Throughout, the Crowbar Collective expertly captures that feeling of a world sinking into the abyss, just as Valve did over 20 years ago. Emergency lights fill steel corridors with an ominous red glow, pools of radioactive sludge block your path, and broken gas pipes shoot jets of flame every which way. You could cut the atmosphere with a knife. Aside from Ravenholm, though, Half-Life 2 doesn’t offer this same level of tension, excitement, or wonder.

And then there’s Xen. The devs have completely reimagined Freeman’s expedition to the Borderworld, much maligned as it was in the original game. As you step forth from the teleporter, flocks of Boids and Manta Rays fill the skies overhead. In the distance lies the portal to the Nihilanth, shrouded in bits of floating rock and the brilliant blue light of a nearby nebula. The passion poured into making this part of the game look and feel authentic is clear to see.

Xen in Black Mesa

Xen is as beautiful as it is deadly, featuring a Darwinian ecosystem that thrusts you into a world of food chains and predation. Hot-footing it through border outposts, swamps, spider lairs, and alien war factories, it’s hard not to marvel at Crowbar Collective’s expertly crafted levels. Xen, in the right hands, is a wondrous place to explore. It’s a shame, then, that Valve abandoned the place entirely in Half-Life’s sequels. The same could be said for Xen’s diverse ecology, much of which was absent from Half-Life 2 and its episodic content.

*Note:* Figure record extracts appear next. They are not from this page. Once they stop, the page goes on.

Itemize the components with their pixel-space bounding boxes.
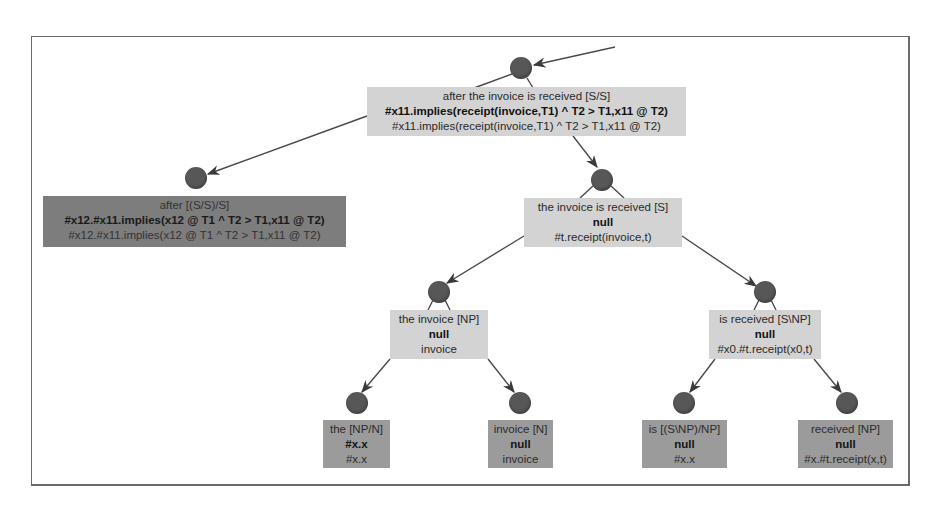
node-is-label: is [(S\NP)/NP]	[646, 422, 723, 437]
node-the-label: the [NP/N]	[327, 422, 386, 437]
node-clause-bold: null	[528, 215, 678, 230]
node-received-bold: null	[802, 437, 889, 452]
node-received-label: received [NP]	[802, 422, 889, 437]
edge-clause-vp	[682, 236, 756, 286]
node-vp-semantics: #x0.#t.receipt(x0,t)	[713, 342, 817, 357]
node-root-label: after the invoice is received [S/S]	[371, 89, 682, 104]
edge-np-invoice	[488, 359, 514, 392]
node-is[interactable]: is [(S\NP)/NP] null #x.x	[642, 420, 727, 468]
node-the-bold: #x.x	[327, 437, 386, 452]
node-clause-label: the invoice is received [S]	[528, 200, 678, 215]
node-root[interactable]: after the invoice is received [S/S] #x11…	[367, 87, 686, 136]
node-is-bold: null	[646, 437, 723, 452]
node-clause[interactable]: the invoice is received [S] null #t.rece…	[524, 198, 682, 247]
node-the-semantics: #x.x	[327, 452, 386, 467]
edge-clause-np	[447, 236, 524, 283]
node-dot-is[interactable]	[673, 392, 695, 414]
node-invoice-semantics: invoice	[492, 452, 549, 467]
node-np-bold: null	[394, 327, 484, 342]
node-received-semantics: #x.#t.receipt(x,t)	[802, 452, 889, 467]
node-root-bold: #x11.implies(receipt(invoice,T1) ^ T2 > …	[371, 104, 682, 119]
node-vp[interactable]: is received [S\NP] null #x0.#t.receipt(x…	[709, 310, 821, 359]
edge-np-the	[362, 359, 390, 392]
node-after[interactable]: after [(S/S)/S] #x12.#x11.implies(x12 @ …	[43, 196, 346, 247]
node-after-semantics: #x12.#x11.implies(x12 @ T1 ^ T2 > T1,x11…	[47, 228, 342, 243]
node-dot-np[interactable]	[428, 281, 450, 303]
node-dot-received[interactable]	[836, 392, 858, 414]
node-root-semantics: #x11.implies(receipt(invoice,T1) ^ T2 > …	[371, 119, 682, 134]
node-dot-clause[interactable]	[591, 169, 613, 191]
node-dot-root[interactable]	[510, 57, 532, 79]
node-vp-bold: null	[713, 327, 817, 342]
edge-root-clause	[573, 136, 597, 167]
edge-root-after	[208, 116, 367, 174]
node-dot-the[interactable]	[346, 392, 368, 414]
node-after-label: after [(S/S)/S]	[47, 198, 342, 213]
node-dot-after[interactable]	[185, 167, 207, 189]
node-invoice-label: invoice [N]	[492, 422, 549, 437]
node-np-semantics: invoice	[394, 342, 484, 357]
node-dot-vp[interactable]	[754, 281, 776, 303]
node-clause-semantics: #t.receipt(invoice,t)	[528, 230, 678, 245]
edge-external-root	[534, 47, 615, 65]
node-invoice[interactable]: invoice [N] null invoice	[488, 420, 553, 468]
edge-vp-received	[814, 359, 841, 392]
node-np[interactable]: the invoice [NP] null invoice	[390, 310, 488, 359]
node-is-semantics: #x.x	[646, 452, 723, 467]
node-received[interactable]: received [NP] null #x.#t.receipt(x,t)	[798, 420, 893, 468]
node-vp-label: is received [S\NP]	[713, 312, 817, 327]
node-the[interactable]: the [NP/N] #x.x #x.x	[323, 420, 390, 468]
edge-vp-is	[690, 359, 715, 392]
node-dot-invoice[interactable]	[509, 392, 531, 414]
node-invoice-bold: null	[492, 437, 549, 452]
node-np-label: the invoice [NP]	[394, 312, 484, 327]
node-after-bold: #x12.#x11.implies(x12 @ T1 ^ T2 > T1,x11…	[47, 213, 342, 228]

With its new and improved visuals, tighter combat and controls, and an emphasis on atmosphere over action, Black Mesa is now my favourite entry in the entire series – although I’m willing to reconsider that if Half-Life 3 ever happens. The journey is topped off with Joel Neilson’s absolutely stellar soundtrack. Listening to the score is an almost spiritual experience, one that compels me to play the entire game with headphones on. This fan remake is the only way to play Half-Life, and even manages to surpass its beloved successor. Frankly, I’m just astonished that Valve hasn’t snapped up this studio.